Flatten the learning curve: Importance of the on-boarding experience

Prakash Ramakrishnan
Deskera Engineering
5 min readApr 27, 2020

Do you remember being excited about a product that you couldn’t wait to get your hands on?

For me, it was my gaming console. I remember unpacking it and connecting it to my television, but then the tediousness of the software setup left a lot to be desired. The entire process took about thirty minutes, with sign-in errors, systems updates getting downloaded, and the whole system rebooting to accommodate that change.

Praying that I don’t face any more issues or delays, I put my game disc, and in about ten minutes, I was wondering why the consoles or any product for that matter can’t take cues on on-boarding from video games.

Onboarding should have user goals close to their heart. Photo by Kelly Sikkema

Try to list out all the words that come to your mind when you hear on-boarding. Webinars, video tutorials, knowledge base, welcome emails, personalization, tool-tips, light-boxes, wizard ( Did I cover everything? ). Some of the products treat their on-boarding like an afterthought or a checkbox they have to complete. This is a big mistake.

The importance of doing on-boarding right

“100% of your users will always hit on-boarding, but 100% will never hit the entire product.”

On-boarding is the first interaction your user have with the product, and the first impression is vital. Make the user understand the feature(s) before opening up the entire product, ease them into the complexity while guiding them at all times and you have a customer.

On-boarding is a significant opportunity to utilize your user’s ultimate high motivation level. Use the on-boarding experience to enhance user experience and drive conversions. For B2B growth, a company can only hire so many salespeople, customer success and support personnel to deal with the backlog; on-boarding can alleviate the task load for all these teams.

Tip: Once you have an on-boarding flow in place, track it and keep iterating; this will allow you to fine tune the user experience and engagement with the product.

On-boarding Methodologies

Let’s now jump back to video games and observe two primary methods through which on-boarding is executed to flatten the learning curve.

- Passive approach

- Active approach

An essential criterion for choosing a particular strategy lies within the complexity of the product and the user’s prior experience of a similar product. Let us explore how each one of these methods helps the user navigate the game and uplift their on-boarding experience.

Passive Approach

This would enable the user to consume a lot of information during the beginning of the game and introduce them to the game play mechanics.

Game of Thrones: Genesis (2011)

It is a commonplace to expect lengthy exposition for complex game genres like Strategy, and if within the first half-hour the user is not hooked, then chances are very slim that they would continue trudging. With the game linked to the Game of Thrones lore, it starts off as a book giving a bunch of storytelling input, but the pertinent concepts are explained without context.

It goes to show that while the developers are eager to show off all their features front loaded(walk-through), the user would not be able to necessarily adapt when the core gameplay loop comes around at a later time.

Sometimes it is necessary to clarify certain things at the start, but the devs must be alert enough to recognize when it becomes unapproachable to a new player.

XCOM Enemy Unknown onboarding level (information is layered out)

XCOM Enemy Unknown belongs to a similar genre; although it could also fall into the same pitfalls as the previous game, it avoids it by layering the exposition into a digestible format. I admit it can be tedious at points, but never was I overwhelmed with the barrage of visual cues on the screen. The level design is one of the best ways to ensure the tutorials seem organic to the user.

Active Approach

To intuitively guide the user to maneuver and operate the game/product. Ideally, it would not provide a lot of explanation as the user would have used similar products before.

Spiderman (2018) is a fantastic game in many aspects, not least of which is their on-boarding experience, a perfect example to demonstrate the active approach. Within a minute into the gameplay and even before walking, you are swinging across the skyscrapers of New York with ease, making you feel every bit as awesome as Spider-man.

It is imperative to note that the game developers not only made sure the user gets right into the action but also introduced their best feature at the beginning with little to no fuss. In addition, they put nuggets of information in the transition/loading screens while giving valuable tips and not breaking the gameplay, thus flattening the learning curve.

Ghost Recon Breakpoint: Transition/Loading screens with vital information and progress

The devs understand the users and their level of competence to create a genuinely enjoyable experience. A hands-on approach would be more useful for knowledgeable users or if the feature is simple enough to be understood intuitively.

But it can make things hard for the users as well, introducing Contra: Hard Corps. Deemed one of the hardest games to play, it does not help that the on-boarding experience is to put you in the middle of the enemy’s nest and fend for yourself while your grappling with the controls figuring out what to do.

Why can’t we have the best of both worlds? At Deskera we do…

Even though we deal with sophisticated functions like accounting, payroll, and more in the cloud, we at Deskera strive to make things simple for the user to navigate through our products. During our on-boarding process, we don’t have eighteen light-boxes; instead, we guide the user intuitively to learn by actually doing something. By layering out the complicated process and executing micro on-boarding of features, we walk the tightrope between active and passive on-boarding methodologies.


* _How to complete this task_:
Repeat the line that contains "Determine *tree* bounding box." exactly, along with each following line up to and including the last line of the entries.

══ Records for this task ══

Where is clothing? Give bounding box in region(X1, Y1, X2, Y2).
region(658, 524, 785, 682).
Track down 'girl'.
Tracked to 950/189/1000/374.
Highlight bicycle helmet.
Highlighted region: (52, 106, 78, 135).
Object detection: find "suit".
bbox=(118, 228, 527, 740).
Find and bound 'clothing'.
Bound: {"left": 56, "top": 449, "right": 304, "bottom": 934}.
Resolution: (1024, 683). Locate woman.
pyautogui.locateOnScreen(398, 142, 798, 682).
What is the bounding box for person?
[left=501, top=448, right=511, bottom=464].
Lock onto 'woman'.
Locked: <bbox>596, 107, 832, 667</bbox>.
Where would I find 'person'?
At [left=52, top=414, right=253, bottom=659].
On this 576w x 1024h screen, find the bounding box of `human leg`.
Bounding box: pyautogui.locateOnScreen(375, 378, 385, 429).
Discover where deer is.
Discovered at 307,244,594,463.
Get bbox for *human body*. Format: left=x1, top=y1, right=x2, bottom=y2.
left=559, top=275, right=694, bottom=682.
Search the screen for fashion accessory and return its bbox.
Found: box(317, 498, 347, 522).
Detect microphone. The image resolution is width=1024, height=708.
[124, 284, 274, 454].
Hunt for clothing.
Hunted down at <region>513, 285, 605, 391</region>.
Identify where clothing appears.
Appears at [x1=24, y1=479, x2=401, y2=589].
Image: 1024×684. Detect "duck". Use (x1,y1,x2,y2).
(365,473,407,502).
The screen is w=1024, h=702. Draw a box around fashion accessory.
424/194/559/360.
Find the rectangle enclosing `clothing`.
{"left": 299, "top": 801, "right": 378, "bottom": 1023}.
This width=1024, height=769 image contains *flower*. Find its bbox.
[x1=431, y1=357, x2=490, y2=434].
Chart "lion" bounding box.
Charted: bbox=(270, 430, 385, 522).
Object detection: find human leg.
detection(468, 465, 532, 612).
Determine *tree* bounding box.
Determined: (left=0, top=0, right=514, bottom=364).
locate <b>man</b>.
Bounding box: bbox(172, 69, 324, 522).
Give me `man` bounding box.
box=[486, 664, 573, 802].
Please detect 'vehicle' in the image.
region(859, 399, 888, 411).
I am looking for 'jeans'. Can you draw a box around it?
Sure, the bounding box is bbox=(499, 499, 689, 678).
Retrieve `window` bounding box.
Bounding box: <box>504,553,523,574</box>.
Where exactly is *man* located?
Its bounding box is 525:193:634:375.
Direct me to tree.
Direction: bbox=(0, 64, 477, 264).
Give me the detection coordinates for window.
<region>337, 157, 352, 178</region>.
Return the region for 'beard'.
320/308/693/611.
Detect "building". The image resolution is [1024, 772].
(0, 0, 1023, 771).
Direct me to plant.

═══

* _Your solution_:
Determine *tree* bounding box.
Determined: (left=0, top=0, right=514, bottom=364).
locate <b>man</b>.
Bounding box: bbox(172, 69, 324, 522).
Give me `man` bounding box.
box=[486, 664, 573, 802].
Please detect 'vehicle' in the image.
region(859, 399, 888, 411).
I am looking for 'jeans'. Can you draw a box around it?
Sure, the bounding box is bbox=(499, 499, 689, 678).
Retrieve `window` bounding box.
Bounding box: <box>504,553,523,574</box>.
Where exactly is *man* located?
Its bounding box is 525:193:634:375.
Direct me to tree.
Direction: bbox=(0, 64, 477, 264).
Give me the detection coordinates for window.
<region>337, 157, 352, 178</region>.
Return the region for 'beard'.
320/308/693/611.
Detect "building". The image resolution is [1024, 772].
(0, 0, 1023, 771).
Direct me to plant.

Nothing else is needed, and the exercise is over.